OK, I follow what you want to do, but it depends on how you want to represent it. If you have "consulted with your experts" and they say that a given task with certain people will take a particular amount of time, lock them in to that. In MS Project, if you go into the Task Summary form (double click on a task) and click the advanced tab, turn off 'effort driven'. This will stop the task duration being affected by the number of people and their time allocation.
You can manually adjust the allocation of a person to a task in hours or percent also, on a day to day basis. And, you can even adjust a person's cost table on a task by task basis, according to payment structures. ( i can elaborate, but let's get back to the project)
If you can fix the duration of a task (and hold the workers to the duration, (ha!)) allocate all the people you need to the task. This is more easily done in the task properties window. You can create coarse allocation, say 50% overall, to a particular person for that task.
Now the tricky bit begins.
With the Gantt displayed, use the vertical window splitter or choose Window>Split; click into the lower section and choose Resource Usage from the sidebar or View>Resource Usage. By default, you should be seeing the resource allocation for a SELECTED task, if you don't see anything, click on a task which has resources allocated.
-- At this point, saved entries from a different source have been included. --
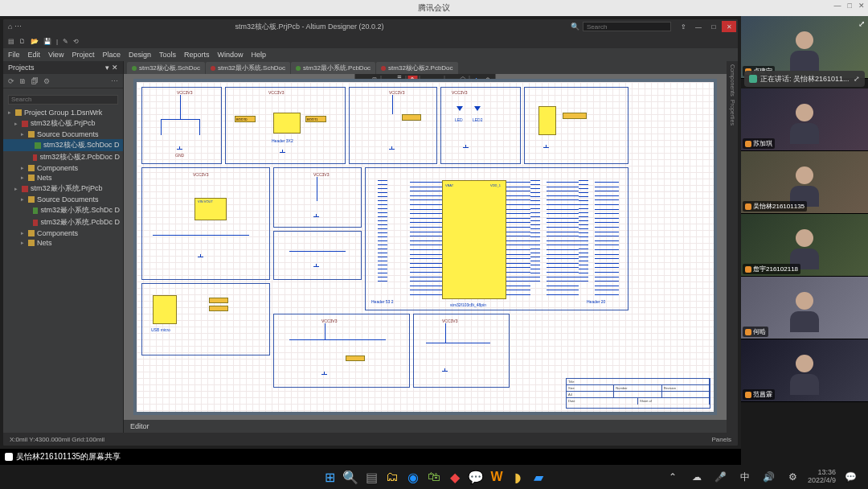  Describe the element at coordinates (21, 68) in the screenshot. I see `projects-panel-title: Projects` at that location.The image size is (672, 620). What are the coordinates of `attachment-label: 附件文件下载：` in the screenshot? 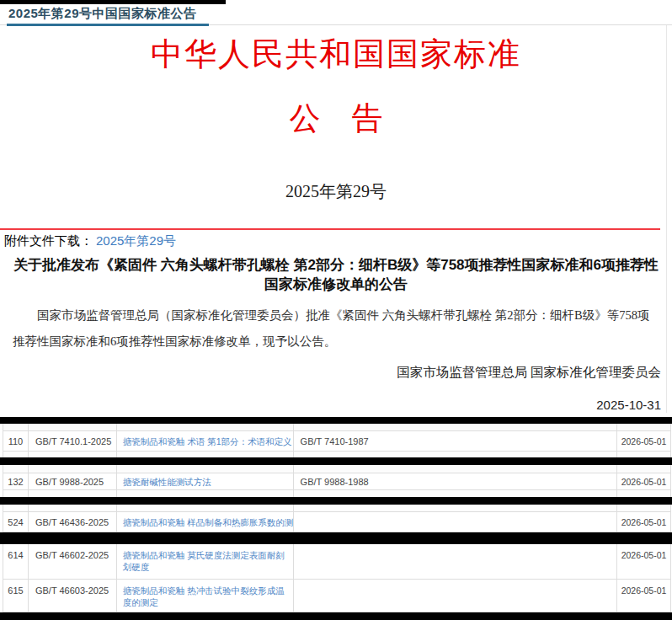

You can manually allocate hours per person to avoid overallocation, or use percentages. Percentages dont show up by default so right click on the resource allocation view and choose Detail Styles. From the list, put in Percent Allocation across to the right window, leave in Work and click OK.
You can only change the hours allocated, but the percentages show you over allocation pretty quickly.
For any resource on a task, the work contour can be adjusted; if you know that a task will need expert (expensive) involvement toward the end, you can adjust that weighting automatically. Double click on the Task heading below a resource for Assignment Information; change the Work Contour as required and the allocation of hours will be adjusted.
Any task which has been manually edited will have a blue graph with a pencil in the information column.

The main thing is to get your baseline right for the client. Once you've set the times and everything in place, save a copy and then see what Tools>Level Resources buggers up. It might push tasks waaaay out, but if everything is cool, there shouldn't be too much change. Then do Tools>Tracking>Save Baseline. This then lets you compare other data with a known starting point. If you want more info on optimistic and pessimistic allocation, let me know.
The next impressive part is tracking actual costs/time. But that might be too much for now.

I hope this gives you a hand in your project.
_________________________
-- Murray I What part of 'no' don't you understand? Is it the 'N', or the 'Zero'?